On Monday, Judge Jed Rakoff issued his order rejecting the proposed $33 million settlement of the SEC case against Bank of America. The order raises numerous issues for the SEC such as whether it must now amend its case to include individual defendants, and whether it will now take the case to trial, but to me the more interesting aspect of the order goes well beyond the case itself.

Judge Rakoff focused heavily on the fact that the proposed $33 million settlement was with BofA itself, not the allegedly culpable executives. That means it will be paid by the company, i.e., the existing shareholders. As he put it,

the management of Bank of America - having allegedly hidden from the Bank's shareholders that as much as $5.8 billion of their money would be given as bonuses to the executives of Merrill who had run that company nearly into bankruptcy - would now settle the legal consequences of their lying by paying the S.E.C. $33 million more of their shareholders' money.

This, Judge Rakoff declared, was effectively a "proposal to have the victims of the violation pay an additional penalty for their own victimization." He went on to state that forcing the shareholders who were the victims of the Bank's alleged misconduct to now pay the penalty for that misconduct was "not fair, first and foremost, because it does not comport with the most elementary notions of justice and morality."

There is an undeniable logic to the Court's view of corporate penalties, but the fact is that this is the way the securities litigation settlement process typically works right now, both in SEC cases and in private securities class actions. In SEC cases, the SEC imposes a fine upon the company for its alleged misdeeds, which is then paid by the company's current shareholders. Under the Fair Funds provision of Sarbanes-Oxley, the penalty is then paid out to the victims — the company's shareholders during the period that the fraud allegedly occurred. In securities class actions, the company itself similarly settles the private case against it, and the company's current shareholders pay (usually via the company's D&O insurance policy) the defrauded shareholders from the class period.

For years, there has been a debate as to whether this practice of having current shareholders pay former shareholders in these settlements makes sense. Although Judge Rakoff did not address this point, there is often a significant overlap in these two groups, so shareholders will actually be paying themselves.

In its filings with Judge Rakoff, the SEC acknowledged that corporate penalties such as the one proposed against BofA will be “indirectly borne by [the] shareholders,” but it argued that this is justified because “[a] corporate penalty ... sends a strong signal to shareholders that unsatisfactory corporate conduct has occurred and allows shareholders to better assess the quality and performance of management.” Judge Rakoff, however, ruled that

the notion that Bank of America shareholders, having been lied to blatantly in connection with the multi-billion-dollar purchase of a huge, nearly-bankrupt company, need to lose another $33 million of their money in order to “better assess the quality and performance of management” is absurd.

The SDNY is the home of more securities litigation than any other court, and Judge Rakoff is known to be among the most influential judges on that court in the securities area. If Judge Rakoff finds the current settlement structure for SEC and securities class actions to be "absurd" and "not fair," then big changes could be on the horizon.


* Exercise brief:
Give every line from the entries that contains "pattern".

§ §

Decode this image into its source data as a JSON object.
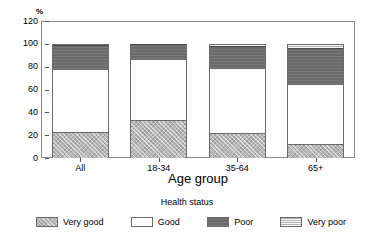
{
  "chart_data": {
    "type": "bar",
    "subtype": "stacked-percentage",
    "title": "",
    "xlabel": "Age group",
    "ylabel": "",
    "unit_label": "%",
    "categories": [
      "All",
      "18-34",
      "35-64",
      "65+"
    ],
    "ylim": [
      0,
      120
    ],
    "yticks": [
      0,
      20,
      40,
      60,
      80,
      100,
      120
    ],
    "ytick_labels": [
      "0",
      "20",
      "40",
      "60",
      "80",
      "100",
      "120"
    ],
    "grid": false,
    "legend_title": "Health status",
    "legend_position": "bottom",
    "series": [
      {
        "name": "Very good",
        "values": [
          23,
          33,
          22,
          12
        ],
        "color": "#b6b6b6",
        "pattern": "cross-hatch"
      },
      {
        "name": "Good",
        "values": [
          55,
          54,
          57,
          53
        ],
        "color": "#ffffff",
        "pattern": "solid"
      },
      {
        "name": "Poor",
        "values": [
          21,
          13,
          19,
          31
        ],
        "color": "#6a6a6a",
        "pattern": "dark-solid"
      },
      {
        "name": "Very poor",
        "values": [
          1,
          0,
          2,
          4
        ],
        "color": "#cfcfcf",
        "pattern": "horizontal-lines"
      }
    ],
    "cumulative_tops": {
      "All": [
        23,
        78,
        99,
        100
      ],
      "18-34": [
        33,
        87,
        100,
        100
      ],
      "35-64": [
        22,
        79,
        98,
        100
      ],
      "65+": [
        12,
        65,
        96,
        100
      ]
    }
  },
  "axes": {
    "y": {
      "ticks": [
        {
          "label": "120",
          "value": 120
        },
        {
          "label": "100",
          "value": 100
        },
        {
          "label": "80",
          "value": 80
        },
        {
          "label": "60",
          "value": 60
        },
        {
          "label": "40",
          "value": 40
        },
        {
          "label": "20",
          "value": 20
        },
        {
          "label": "0",
          "value": 0
        }
      ],
      "unit": "%"
    },
    "x": {
      "title": "Age group",
      "ticks": [
        {
          "label": "All"
        },
        {
          "label": "18-34"
        },
        {
          "label": "35-64"
        },
        {
          "label": "65+"
        }
      ]
    }
  },
  "legend": {
    "title": "Health status",
    "items": [
      {
        "label": "Very good"
      },
      {
        "label": "Good"
      },
      {
        "label": "Poor"
      },
      {
        "label": "Very poor"
      }
    ]
  }
}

§ §

* Your response:
        "pattern": "cross-hatch"
        "pattern": "solid"
        "pattern": "dark-solid"
        "pattern": "horizontal-lines"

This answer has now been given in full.